The 20th of June Microsoft-owned Mojang announced that NFTs and blockchain technology would no longer be allowed to “integrate” with Minecraft. That was bad news for NFT Worldswho have spent months building an entire crypto-economy on top of a collection of the randomized seeds needed to make specific Minecraft Map.
Now is the team behind NFT Worlds announced it will create a new game that is “based on many of the core mechanics of “Minecraft” but which will be “completely untethered from the policy enforcement Microsoft and Mojang have endured Minecraft.” NFT Worlds promises its new Minecraft-style games will be built “from scratch” to be familiar with Minecraft players, but now with “the modernization and the active development Minecraft has been missing for years.”
Don’t worry, everything will work out fine
NFT Worlds’ games will always be free to play, the team says, and users won’t need a credit card to purchase additional content. That content will presumably instead be purchased with NFT World’s token if the value has fallen over 60 percent in a week following Mojang’s announcement.
Currently players who own an NFT World issued by NFT Worlds can still use his random seed to play in Minecraft or even host multiplayer sessions on that map, as a Microsoft spokesperson confirmed to Vice. But that’s not saying much since NFT itself never gave exclusive rights to that card any more than writing “World 1-1” on a piece of paper gives ownership rights to the iconic Super Mario Bros. level.
However, under Microsoft’s new rules, NFT World’s blockchain will no longer be able to join Minecraft‘s API. This means that players can no longer craft easily in-game crypto payments denominated in NFT Worlds’ $WRLD token, as well as benefit from other functions coded using NFT World’s API.
The NFT Worlds team says it will prioritize “backwards compatibility with existing Minecraft server development plugins and practices” in its upcoming clone. This means that creators should “continue to build NFT Worlds content” on top Minecraftsays the team, confident that it will work with the new revamped NFT Worlds game whenever it launches.
Thanks to Mojang’s new EULA, however, any further NFT Worlds-related developments in the Minecraft may not involve any “blockchain-based functionality, NFT support or game currency” at the moment. And since those were the core features that defined NFT Worlds’ value as an add-on, it’s unclear what exactly NFT Worlds developers will do until their new Minecraft alternative is available.
You can’t fire us, we quit
NFT Worlds characterizes this new division as “a web2 vs web3 battle … between two different visions of the future of the web” and “a technological battle over who will have ownership of digital assets.” The team presents itself as protectors of the “spirit of innovation through independent creators” while casting Microsoft as a profit-obsessed giant that “will always act in the interests of their shareholders and balance sheet, to the detriment of innovation, player experience and creators.”

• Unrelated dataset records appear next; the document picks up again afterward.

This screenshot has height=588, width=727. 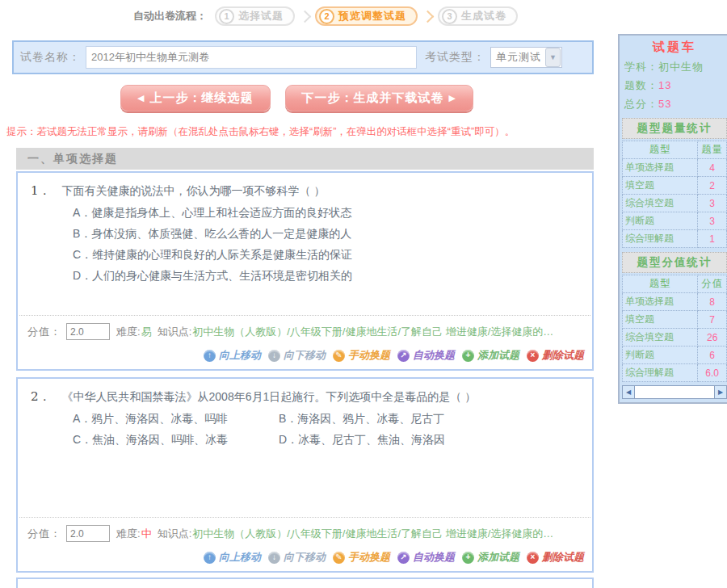 I want to click on count-stats-header: 题型题量统计, so click(x=674, y=128).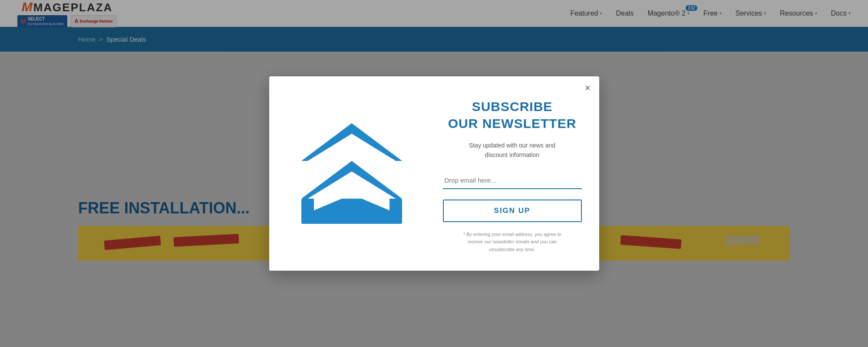  I want to click on mageplaza-logo-icon, so click(352, 174). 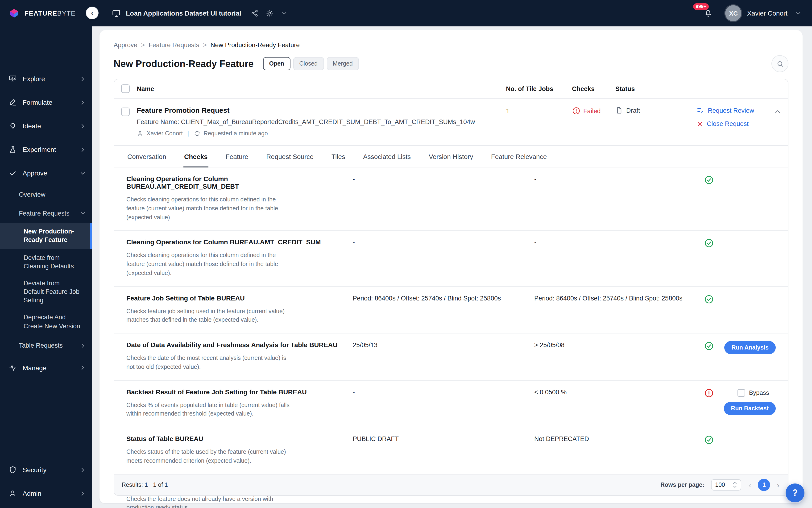 What do you see at coordinates (46, 126) in the screenshot?
I see `sidebar-item-ideate: Ideate` at bounding box center [46, 126].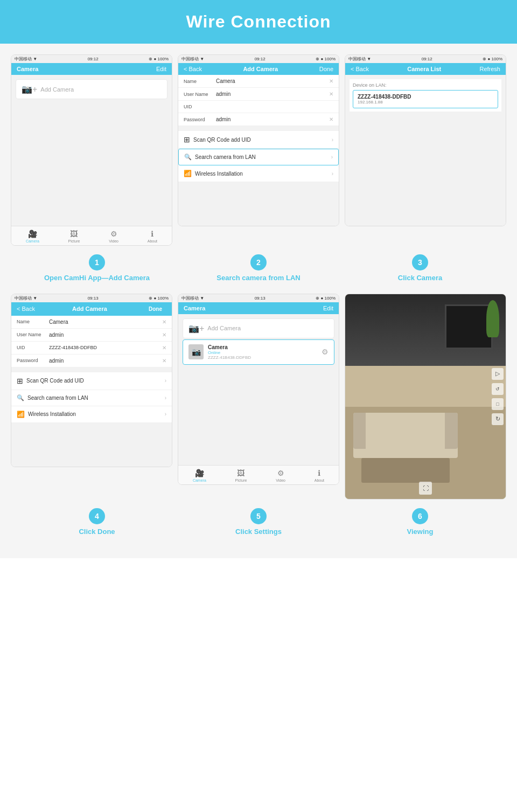  Describe the element at coordinates (92, 309) in the screenshot. I see `phone-4-nav: < Back Add Camera Done` at that location. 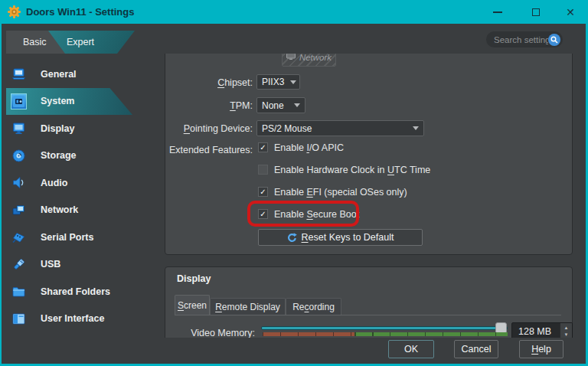 I want to click on sidebar-item-usb: USB, so click(x=80, y=265).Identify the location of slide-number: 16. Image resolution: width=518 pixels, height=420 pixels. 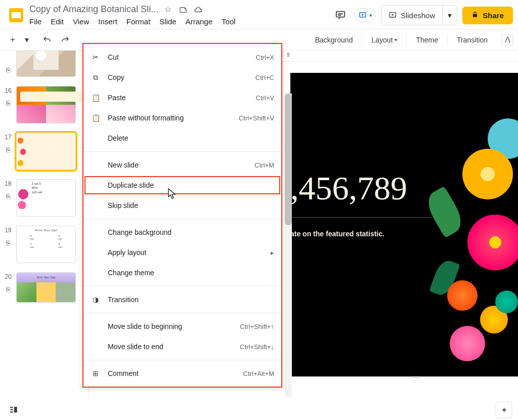
(8, 91).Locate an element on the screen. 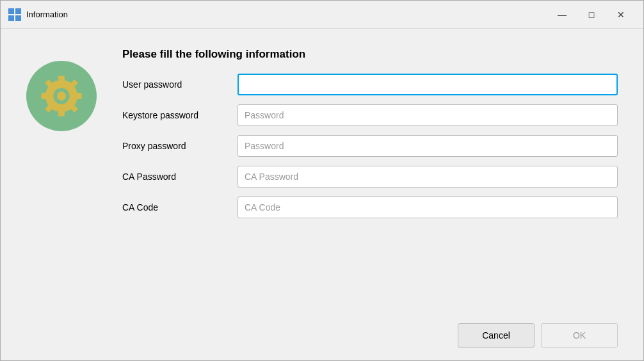 Image resolution: width=644 pixels, height=361 pixels. form-row-keystore-password: Keystore password is located at coordinates (370, 115).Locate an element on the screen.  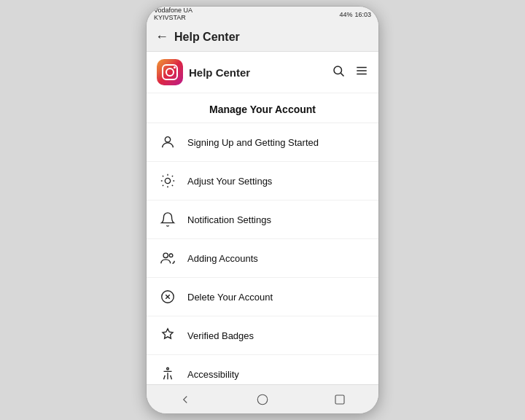
people-icon is located at coordinates (168, 258).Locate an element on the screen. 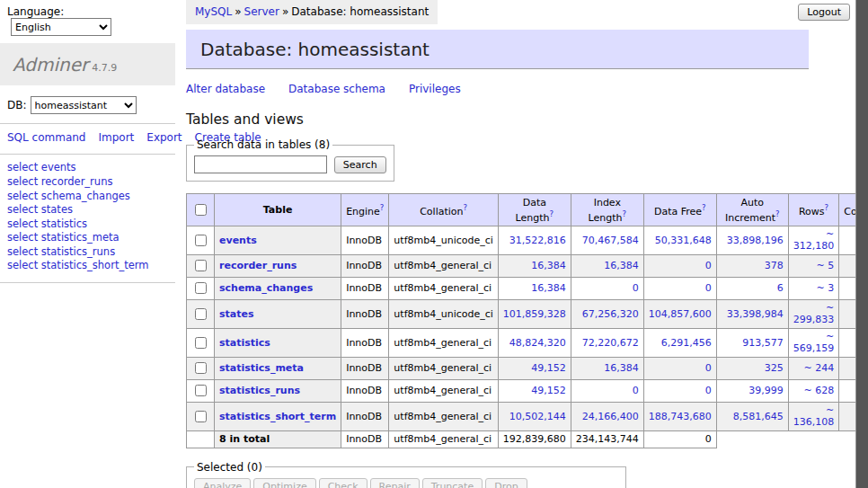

On the contrary, Mojang argued last week that projects like NFT Worlds create systems of “digital ownership based on scarcity and exclusion that are inconsistent with Minecraft values of creative inclusion and playing together.” The rules it has put in place that exclude NFTs are intended to “ensure that Minecraft remains a community where everyone has access to the same content,” the company wrote.